Access Control, Security & Visitors

Can a new employee get from the sidewalk to their seat on day one? If not, access isn't ready.

working draft Updated Jun 3, 2026

Access Control, Security & Visitors

What this is

How people get in: into the building, into the suite, and how guests are handled. Badges, mobile credentials, the security desk, visitor check-in, after-hours access, and suite keys or alarms.

Why it matters

Access problems feel small until the first person is stuck in the lobby. There’s one question that decides whether this workstream is done: if an employee shows up with no context, can they get from the sidewalk to their seat? If the answer is no, access isn’t ready.

Who owns it

The workplace lead, working with IT/security and the property manager — because building access and suite access are often two different systems with two different owners.

First 48-hour questions

  • How do employees enter the building and the suite?
  • Who creates badges, keycards, mobile credentials, and visitor access?
  • Is there a visitor management system?
  • Are cameras, alarms, or suite security in scope?

What to confirm / set up

  • Employee access cards or mobile credentials (and the lead time to issue them).
  • Vendor access — kept distinct from employee access.
  • A visitor process and security-desk instructions.
  • After-hours access, suite keys if applicable, and camera/alarm setup if in scope.
  • An emergency contact list and a lost-badge process.

Opening-critical vs. can-wait

Opening-critical: every day-one employee can badge into the building and the suite, and there’s a working answer for guests who arrive. Can wait: the polished visitor-management kiosk, custom badge printing, and advanced camera analytics — temporary processes are fine to start.

Common misses

  • Employees can’t enter on day one because credentials weren’t issued in time.
  • Vendor access is confused with employee access — furniture gets in, people don’t.
  • The visitor process isn’t ready, so guests pile up at the desk.
  • After-hours access is missing, blocking evening install or early arrivals.

From open to great

Opening safely means people can get in. Great means walking in feels good — for staff and guests alike:

  • A welcoming arrival, not security theater — frictionless entry (mobile credentials) and a lobby that hosts rather than interrogates.
  • A smooth visitor experience — a guest’s first impression of the company starts at the door.
  • Access that feels open — easy enough that the office feels yours, secure enough to trust.

Worth designing on purpose: the arrival experience is a lasting first impression — easy to neglect, hard to un-remember. See Aim to Open Great.

Tools for this workstream

Terms you’ll hear

Access date — the earliest you and your vendors can get in.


# [Aim of the task]
Look for "Admin" in each line of the entries, and return the matching lines.

Provided records: Begin

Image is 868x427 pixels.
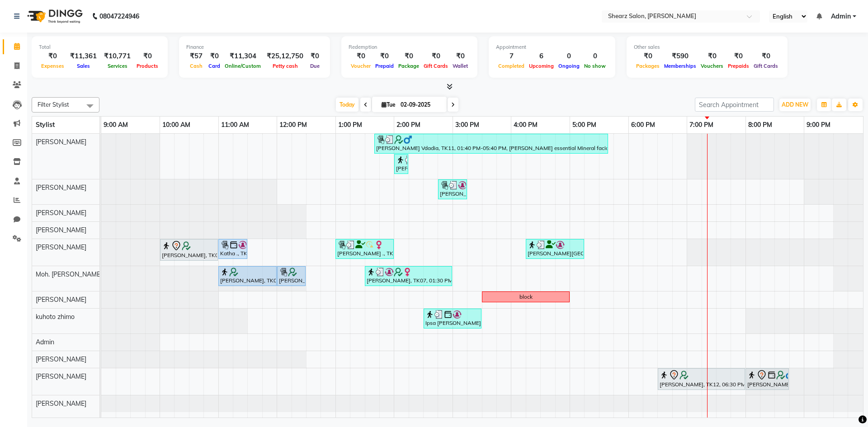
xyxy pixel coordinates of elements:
[746,118,774,132] a: 8:00 PM
[270,63,300,69] span: Petty cash
[519,293,532,301] div: block
[526,51,556,62] div: 6
[186,51,206,62] div: ₹57
[187,63,205,69] span: Cash
[804,118,833,132] a: 9:00 PM
[36,209,86,217] span: [PERSON_NAME]
[278,268,305,285] div: [PERSON_NAME], TK06, 12:00 PM-12:30 PM, Sr. [PERSON_NAME] crafting
[831,12,850,21] span: Admin
[206,51,223,62] div: ₹0
[307,51,322,62] div: ₹0
[453,118,481,132] a: 3:00 PM
[725,63,751,69] span: Prepaids
[694,98,773,111] input: Search Appointment
[662,51,698,62] div: ₹590
[629,118,657,132] a: 6:00 PM
[101,51,134,62] div: ₹10,771
[779,99,810,111] button: ADD NEW
[662,63,698,69] span: Memberships
[526,63,556,69] span: Upcoming
[36,226,86,235] span: [PERSON_NAME]
[496,51,526,62] div: 7
[336,118,364,132] a: 1:00 PM
[496,43,608,51] div: Appointment
[556,63,582,69] span: Ongoing
[395,63,421,69] span: Package
[39,43,160,51] div: Total
[100,4,140,29] b: 08047224946
[186,43,322,51] div: Finance
[223,51,263,62] div: ₹11,304
[698,51,725,62] div: ₹0
[36,400,86,407] span: [PERSON_NAME]
[308,63,322,69] span: Due
[36,138,86,146] span: [PERSON_NAME]
[450,51,470,62] div: ₹0
[336,98,358,111] span: Today
[23,4,85,29] img: logo
[634,43,780,51] div: Other sales
[751,63,780,69] span: Gift Cards
[349,51,373,62] div: ₹0
[39,63,66,69] span: Expenses
[66,51,101,62] div: ₹11,361
[161,240,217,260] div: [PERSON_NAME], TK04, 10:00 AM-11:00 AM, Haircut By Master Stylist- [DEMOGRAPHIC_DATA]
[511,118,540,132] a: 4:00 PM
[74,63,92,69] span: Sales
[634,51,662,62] div: ₹0
[36,243,86,251] span: [PERSON_NAME]
[556,51,582,62] div: 0
[450,63,470,69] span: Wallet
[219,118,251,132] a: 11:00 AM
[425,311,480,327] div: Ipsa [PERSON_NAME] ., TK08, 02:30 PM-03:30 PM, Premium bombshell pedicure
[394,118,423,132] a: 2:00 PM
[570,118,599,132] a: 5:00 PM
[395,51,421,62] div: ₹0
[36,313,74,321] span: kuhoto zhimo
[582,51,608,62] div: 0
[496,63,526,69] span: Completed
[397,98,443,111] input: 2025-09-02
[658,370,744,389] div: [PERSON_NAME], TK12, 06:30 PM-08:00 PM, Touch-up 2 inch - Majirel
[102,118,130,132] a: 9:00 AM
[379,102,397,108] span: Tue
[687,118,716,132] a: 7:00 PM
[36,356,86,363] span: [PERSON_NAME]
[373,51,395,62] div: ₹0
[373,63,395,69] span: Prepaid
[277,118,310,132] a: 12:00 PM
[36,121,55,129] span: Stylist
[746,370,788,389] div: [PERSON_NAME], TK13, 08:00 PM-08:45 PM, Men hair cut
[725,51,751,62] div: ₹0
[349,63,373,69] span: Voucher
[39,51,66,62] div: ₹0
[634,63,662,69] span: Packages
[421,51,450,62] div: ₹0
[438,181,466,198] div: [PERSON_NAME], TK07, 02:45 PM-03:15 PM, Eyebrow threading,Upperlip threading
[349,43,470,51] div: Redemption
[134,63,160,69] span: Products
[698,63,725,69] span: Vouchers
[36,338,55,347] span: Admin
[36,271,108,278] span: Moh. [PERSON_NAME] ...
[336,240,393,258] div: [PERSON_NAME] ., TK01, 01:00 PM-02:00 PM, Haircut By Master Stylist- [DEMOGRAPHIC_DATA]
[134,51,160,62] div: ₹0
[206,63,223,69] span: Card
[37,101,69,108] span: Filter Stylist
[36,184,86,192] span: [PERSON_NAME]
[395,155,407,173] div: [PERSON_NAME], TK09, 02:00 PM-02:15 PM, Eyebrow threading
[781,102,808,108] span: ADD NEW
[263,51,307,62] div: ₹25,12,750
[36,296,86,304] span: [PERSON_NAME]
[526,240,583,258] div: [PERSON_NAME][GEOGRAPHIC_DATA], 04:15 PM-05:15 PM, Haircut By Master Stylist- [DEMOGRAPHIC_DATA]
[751,51,780,62] div: ₹0
[219,268,275,285] div: [PERSON_NAME], TK06, 11:00 AM-12:00 PM, Haircut By Sr.Stylist - [DEMOGRAPHIC_DATA]
[365,268,451,285] div: [PERSON_NAME], TK07, 01:30 PM-03:00 PM, Touch-up 2 inch - Majirel
[105,63,130,69] span: Services
[219,240,246,258] div: Katha ., TK02, 11:00 AM-11:30 AM, Kerastase Fusion dose Treatment
[223,63,263,69] span: Online/Custom
[421,63,450,69] span: Gift Cards
[582,63,608,69] span: No show
[160,118,192,132] a: 10:00 AM
[375,135,607,152] div: [PERSON_NAME] Vdadia, TK11, 01:40 PM-05:40 PM, [PERSON_NAME] essential Mineral facial,Brazilian s...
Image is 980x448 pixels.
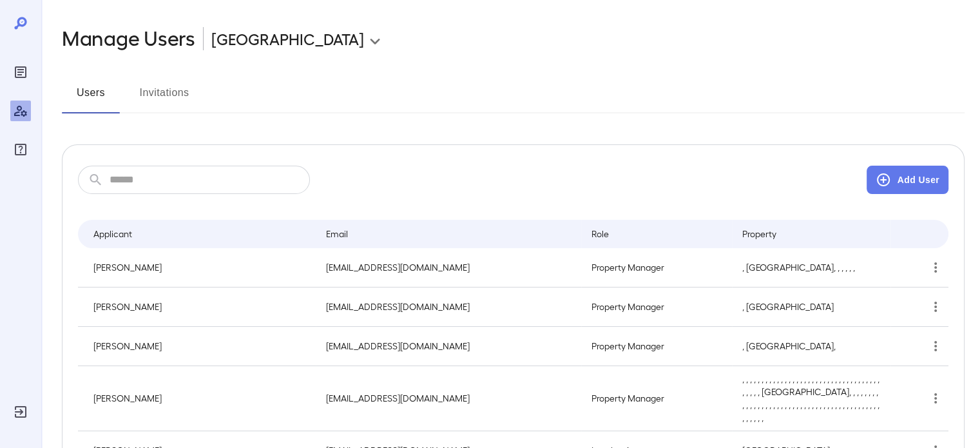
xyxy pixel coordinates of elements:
div: Manage Users [11,101,31,121]
p: [GEOGRAPHIC_DATA] [212,28,364,49]
th: Property [732,220,890,248]
div: Log Out [11,401,31,422]
th: Email [316,220,581,248]
th: Applicant [78,220,316,248]
p: Property Manager [592,392,721,405]
p: , [GEOGRAPHIC_DATA], , , , , , [742,261,880,274]
p: [EMAIL_ADDRESS][DOMAIN_NAME] [326,340,571,353]
p: [EMAIL_ADDRESS][DOMAIN_NAME] [326,301,571,313]
p: , [GEOGRAPHIC_DATA] [742,301,880,313]
div: FAQ [11,139,31,160]
p: [PERSON_NAME] [93,261,305,274]
button: Add User [866,166,948,194]
p: Property Manager [592,340,721,353]
h2: Manage Users [62,26,195,52]
button: Invitations [135,83,193,114]
p: [EMAIL_ADDRESS][DOMAIN_NAME] [326,261,571,274]
p: Property Manager [592,261,721,274]
p: , [GEOGRAPHIC_DATA], [742,340,880,353]
p: Property Manager [592,301,721,313]
p: , , , , , , , , , , , , , , , , , , , , , , , , , , , , , , , , , , , , , , , , , [GEOGRAPHIC_DAT... [742,373,880,424]
div: Reports [11,62,31,83]
p: [PERSON_NAME] [93,301,305,313]
th: Role [581,220,732,248]
p: [PERSON_NAME] [93,340,305,353]
p: [PERSON_NAME] [93,392,305,405]
p: [EMAIL_ADDRESS][DOMAIN_NAME] [326,392,571,405]
button: Users [62,83,120,114]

Provided records: End

# [Written answer]
[831,12,850,21] span: Admin
[36,338,55,347] span: Admin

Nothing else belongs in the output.